If you've been building with Claude in .NET, you've probably leaned on one of the lovely community SDKs Anthropic.SDK by tghamm, or tryAGI.Anthropic by the tryAGI folks. Both have carried the .NET community for a long time, and they're genuinely good libraries written by people who care.
So this post isn't really about replacing them. It's about a quiet, kind of nice piece of news: Anthropic shipped an official C# SDK, and the .NET ecosystem now has a first-party option to sit alongside the community ones.
What was released
The new SDK lives at anthropics/anthropic-sdk-csharp on GitHub, and it ships as the Anthropic package on NuGet. You can find the docs at platform.claude.com/docs/en/api/sdks/csharp.
A few things worth knowing up front:
- It targets .NET Standard 2.0+, so it works with pretty much any reasonably modern .NET project, including older .NET Framework apps.
- It's currently in beta, even though the version number is high. Breaking changes can land in minor releases for now, so it's worth pinning your version if you try it out.
- It joins the official lineup alongside Python, TypeScript, Java, Go, Ruby, PHP, and the CLI.
A small "hello, Claude"
Here's about as simple as it gets:
dotnet add package Anthropic
using System;
using Anthropic;
using Anthropic.Models.Messages;
AnthropicClient client = new();
MessageCreateParams parameters = new()
{
MaxTokens = 1024,
Messages =
[
new()
{
Role = Role.User,
Content = "Hello, Claude",
},
],
Model = "claude-opus-4-7",
};
var message = await client.Messages.CreateAsync(parameters);
Console.WriteLine(message);
By default it picks up your API key from the ANTHROPIC_API_KEY environment variable, which is a small kindness when you're just exploring.
It uses collection expressions and target-typed new(), which makes it feel like it was written for C# rather than translated into it. A small thing, but a nice one.
A gentle note on the version number
The first official release is version 10, which might look a little surprising.
The story is sweet, honestly. The Anthropic package name on NuGet was already in use by the tryAGI community SDK, which had been shipping versions 1.x through 3.x for some time. When Anthropic wanted to publish an official package, the tryAGI maintainers kindly moved their library over to tryAGI.Anthropic to make room. The official package picked up at version 10 to avoid confusing anyone who already had the older versions installed.
If you were using the Anthropic package previously and something feels off after an update, you probably want to point your project at tryAGI.Anthropic instead. Nothing is broken the package just has a new home.
Should you switch?
Honestly? Take your time. There's no rush.
If you're using Anthropic.SDK by tghamm, you're in good hands. It has been around a while, it supports Vertex AI authentication, helpful patterns for extended thinking, and a lot of thoughtful touches built up over many releases. If it's working for you, it will keep working for you.
If you're using tryAGI.Anthropic, the same applies. It's still maintained, still useful, and the migration path is clear if you decide to move later.
If you have a hand-rolled HttpClient wrapper, the official SDK might be worth a look just because it handles streaming, batching, prompt caching, and tool use out of the box, which can save you from re-inventing pieces you don't really want to maintain.
The honest framing is: this is a new option, not a replacement. The community SDKs got the .NET ecosystem to where it is today, and they're still excellent choices.
Why this is quietly a big deal
For teams in regulated or enterprise environments, having a first-party SDK can make conversations easier with security reviewers, with procurement, with internal architecture groups. It opens a door that was sometimes a little harder to walk through before.
It also means that as new Claude API features land, .NET developers get them on a similar timeline to other languages, which is a nice place to be.
A small thank-you
If you maintain or contribute to one of the community SDKs Taylor (tghamm), the tryAGI team, and everyone who's filed issues or pull requests thank you. You built the bridge that got us here, and a lot of working .NET + Claude apps exist because of your work.
If you want to try the new official SDK, give it a gentle test drive on a small project first. And whichever one you land on, it's a nicer time to be a .NET developer building with Claude than it was a year ago.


About this task
Your answer should be each line of the entries that contains the word "upper", copied in full.
.....
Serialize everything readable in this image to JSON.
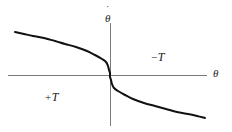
{
  "figure": {
    "background_color": "#ffffff",
    "axis_color": "#7a7a7a",
    "curve_color": "#111111"
  },
  "labels": {
    "y_axis_dot": "˙",
    "y_axis_symbol": "θ",
    "x_axis_symbol": "θ",
    "negative_torque_sign": "−",
    "negative_torque_symbol": "T",
    "positive_torque_sign": "+",
    "positive_torque_symbol": "T"
  },
  "chart_data": {
    "type": "line",
    "title": "",
    "subtitle": "",
    "xlabel": "θ",
    "ylabel": "θ̇",
    "grid": false,
    "legend": null,
    "xlim": [
      -1,
      1
    ],
    "ylim": [
      -1,
      1
    ],
    "axes": {
      "x_axis_y_value": 0,
      "y_axis_x_value": 0,
      "x_axis_pixel_y": 75,
      "y_axis_pixel_x": 110,
      "x_axis_pixel_start": 8,
      "x_axis_pixel_end": 207,
      "y_axis_pixel_start": 23,
      "y_axis_pixel_end": 126,
      "arrowheads": false,
      "ticks": []
    },
    "annotations": [
      {
        "text": "−T",
        "x": 0.42,
        "y": 0.46,
        "region": "upper-right"
      },
      {
        "text": "+T",
        "x": -0.65,
        "y": -0.33,
        "region": "lower-left"
      }
    ],
    "series": [
      {
        "name": "switching curve",
        "description": "monotonically decreasing odd curve through the origin with near-vertical slope at the origin; upper-left branch and lower-right branch",
        "x": [
          -0.96,
          -0.88,
          -0.8,
          -0.7,
          -0.6,
          -0.5,
          -0.4,
          -0.3,
          -0.22,
          -0.15,
          -0.1,
          -0.06,
          -0.03,
          -0.01,
          0.0,
          0.01,
          0.03,
          0.06,
          0.1,
          0.15,
          0.22,
          0.3,
          0.4,
          0.5,
          0.6,
          0.7,
          0.8,
          0.88,
          0.96
        ],
        "y": [
          0.83,
          0.81,
          0.78,
          0.75,
          0.71,
          0.67,
          0.62,
          0.56,
          0.5,
          0.43,
          0.36,
          0.28,
          0.18,
          0.08,
          0.0,
          -0.08,
          -0.18,
          -0.28,
          -0.36,
          -0.43,
          -0.5,
          -0.56,
          -0.62,
          -0.67,
          -0.71,
          -0.75,
          -0.78,
          -0.81,
          -0.83
        ],
        "pixel_points": [
          [
            15,
            32
          ],
          [
            24,
            34
          ],
          [
            33,
            36
          ],
          [
            44,
            38
          ],
          [
            55,
            41
          ],
          [
            65,
            44
          ],
          [
            76,
            47
          ],
          [
            87,
            51
          ],
          [
            95,
            55
          ],
          [
            102,
            59
          ],
          [
            106,
            62
          ],
          [
            108,
            66
          ],
          [
            109,
            70
          ],
          [
            110,
            73
          ],
          [
            110,
            75
          ],
          [
            110,
            77
          ],
          [
            111,
            80
          ],
          [
            112,
            84
          ],
          [
            114,
            88
          ],
          [
            118,
            91
          ],
          [
            125,
            95
          ],
          [
            133,
            99
          ],
          [
            144,
            103
          ],
          [
            155,
            106
          ],
          [
            166,
            109
          ],
          [
            177,
            112
          ],
          [
            188,
            114
          ],
          [
            197,
            116
          ],
          [
            205,
            118
          ]
        ]
      }
    ]
  }
}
.....
Result of the task
        "region": "upper-right"
        "description": "monotonically decreasing odd curve through the origin with near-vertical slope at the origin; upper-left branch and lower-right branch",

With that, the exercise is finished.